The spare room doesn’t just hold stock. It holds a negotiation. And that negotiation has a finite amount of patience in it. The relationship cost is the variable that usually makes the decision obvious, even before the maths does.

Why A Warehouse Lease Is Usually The Wrong Next Step

The most common thing founders at the £5k point tell themselves is: “I should just get a warehouse.” Most of them should not. Here is why.

The minimum-term problem

Most UK commercial warehouse leases run three to five years as a minimum. Some shorter-term arrangements exist, but they tend to come at a premium, and the more flexible the exit, the higher the rate.

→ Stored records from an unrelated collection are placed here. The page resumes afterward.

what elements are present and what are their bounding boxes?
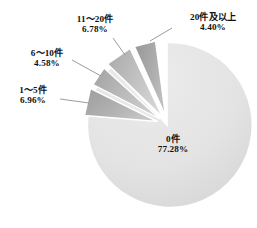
- pie-chart: 0件 77.28% 1～5件 6.96% 6～10件 4.58% 11～20件 …: [0, 0, 257, 228]
- leader-line-4: [150, 28, 172, 41]
- leader-line-3: [113, 38, 125, 55]
- pie-chart-canvas: [0, 0, 257, 228]
- leader-line-1: [60, 99, 89, 103]
- leader-line-2: [72, 60, 101, 76]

At £5,000 to £15,000 in monthly revenue, consider what a three-year commitment actually requires. Can you project your business trajectory confidently for three years? What happens if growth stalls for six months? What if you pivot into a different product category that needs less space, or more? What if a 3PL arrangement starts to make more sense at scale?

For many founders at this stage, the honest answer is that a three-year lease represents a level of certainty about the future that the business has not yet earned. The downside is not just inconvenient. A lease you cannot exit on a business that has stalled is a financial liability that continues regardless of what the business is doing.

The hidden costs of a warehouse

The headline rate per square foot is rarely the real cost. The actual cost of a warehouse space in the UK includes business rates, which typically add around 30 to 40 per cent to the net rent. It includes fit-out costs: shelving, lighting, security systems, and basic infrastructure, which can add significant one-off expenditure before you have moved a single box in. It includes utilities, broadband, insurance, and potentially separate office space if you need anywhere to work that isn’t a concrete floor.

These figures reflect England and Wales; business rates structures, reliefs, and administrative arrangements differ in Scotland and Northern Ireland. Founders in Scotland or Northern Ireland should verify costs and eligibility with their local authority or a business adviser before making any comparison.

The practical result is that the cost per usable square foot is often substantially higher than the headline quoted rate. What looks like a straightforward comparison against self storage becomes considerably more complicated when the full cost stack is assembled.

When a warehouse is actually right

This section matters, because the honest answer is that warehouses are sometimes exactly right, and a piece that ignored that would be doing founders a disservice.

The signals that genuinely point toward a warehouse include: predictable monthly revenue above roughly £25,000 to £30,000, a growing team with specific operational needs, volume that justifies the infrastructure of a dedicated pick-and-pack facility, and a business trajectory you can forecast with reasonable confidence over three or more years.

For most founders at the £5,000 to £15,000 monthly revenue stage, those conditions are not yet met. The business is real and it is growing, but it has not yet reached the point where the infrastructure cost of a warehouse is proportionate to the certainty of the return.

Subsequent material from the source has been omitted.